Now, we see Social Media. It has glowing potential to engage customers on a new level, to raise the bar for brands to become entwined in their customer’s lifestyle, to become friends, to be fans, to be a rock star. I wanna be a rock star!

But Social Media is really, really hard to do well. The essence of what it is, how it connects, how to balance your personal identity with that of your employer, what to say, what you can’t or shouldn’t say is very, very hard to communicate to people. An effective Social Media program — like an effective Customer Service program — can’t be boiled down into a policy and procedure manual. It can’t be scripted.

Even as we become flush with the potential of social media, companies are trying to find ways of boiling down its essence into a trainable script that any monkey willing to work a minimum-wage customer service job can do. “How do we automate determining the ‘mood’ of the tweet, i.e., is the customer complaining/complimenting?” If it is a complaint, how can we quickly automate sending out a tweet apologizing for the inconvenience? What kind of “beads” will the customer accept? How can we create a plan whereby we silence the customer quickly so there is no danger of re-tweeting and twitterstorms? How can we push tweets into a system of escalation so our customer service people aren’t annoyed and bothered by the routine or “nutty” complaint? If the customer is being complimentary, how can we push them into our CRM and Facebook fan page? Remember, folks, we need to get rid of the employees tweeting because they are expensive and focus on maximizing the equity of our brand through social media.

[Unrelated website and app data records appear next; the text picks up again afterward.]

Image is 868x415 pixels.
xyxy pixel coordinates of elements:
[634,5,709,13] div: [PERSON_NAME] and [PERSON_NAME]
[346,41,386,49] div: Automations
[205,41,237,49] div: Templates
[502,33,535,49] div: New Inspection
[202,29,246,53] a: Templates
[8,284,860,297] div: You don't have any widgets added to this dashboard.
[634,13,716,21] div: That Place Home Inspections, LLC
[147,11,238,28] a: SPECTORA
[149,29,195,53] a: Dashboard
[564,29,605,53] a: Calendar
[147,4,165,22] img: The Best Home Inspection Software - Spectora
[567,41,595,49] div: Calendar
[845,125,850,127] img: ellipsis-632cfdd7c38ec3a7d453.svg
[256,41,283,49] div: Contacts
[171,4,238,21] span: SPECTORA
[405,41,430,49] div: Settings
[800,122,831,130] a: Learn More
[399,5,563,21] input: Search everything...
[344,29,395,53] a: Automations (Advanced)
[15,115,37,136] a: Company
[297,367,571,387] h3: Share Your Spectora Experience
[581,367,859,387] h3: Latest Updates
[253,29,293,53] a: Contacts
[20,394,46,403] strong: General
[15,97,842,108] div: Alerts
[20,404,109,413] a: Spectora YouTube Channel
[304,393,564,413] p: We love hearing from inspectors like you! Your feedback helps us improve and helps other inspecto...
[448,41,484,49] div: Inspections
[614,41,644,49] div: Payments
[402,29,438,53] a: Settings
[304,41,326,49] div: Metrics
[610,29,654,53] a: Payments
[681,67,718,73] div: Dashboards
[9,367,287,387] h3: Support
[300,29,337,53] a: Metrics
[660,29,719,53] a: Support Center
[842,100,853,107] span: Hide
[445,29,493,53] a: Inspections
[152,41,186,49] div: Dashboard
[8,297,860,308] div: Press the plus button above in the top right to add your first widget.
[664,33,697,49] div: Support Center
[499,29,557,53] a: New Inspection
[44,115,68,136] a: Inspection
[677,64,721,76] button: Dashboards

Never mind the community part of social media. Humanizing brands is just a stupid ideal that will never happen. Why do customer think they have a right to be a fan? We sell them stuff, they give us money; that is the contract, although we will be their friend until they buy from us. Then, we’re moving on and making newer friends. That is the way sales works and that is the way sales will always work.

Social Media is on the same trajectory as customer service. About twenty or so years ago, customer service was seen as the silver bullet for customer retention. “It cost seven time more to find a new customer than to retain an existing one” was the mantra of the day. Now, it seems everyone from Facebook to Twitter to popular blogs to cell phone companies only want new customers. Customer service is an expense that is dealt with as a necessary evil and honed to its barest essentials; be invisible and when that doesn’t happen, apologize for the inconvenience. Offer beads only as a last resort.

Social media is already dying because it is already getting too expensive. The ROI can’t be proven in dollars and cents but the expenses sure can. The drive to retain the appearance of engaging in social media while trying to cut costs by automating is already well under way.

Companies still have customer service training. But, the programs mostly consist of informing the customer about the fine print they signed, avoiding escalation and obfuscating and frustrating to them to the point they just give up. Social Media training will suffer the same fate eventually. Maybe not this year or the next, but eventually it will be boiled down by efficiency experts and bean-counters and morph into a cliché much the same as what passes for customer service today. It will become an ineffective script that is easy to train to entry-level employees whose only goal is to get promoted out of the social media department.

I apologize for any inconvenience I may have caused you as a result of reading this blog post. But in all truth, you didn’t really expect any more than what I gave you, did you? It was kinda your fault for wandering in here to begin with. Didn’t you read the fine print before you opened the package?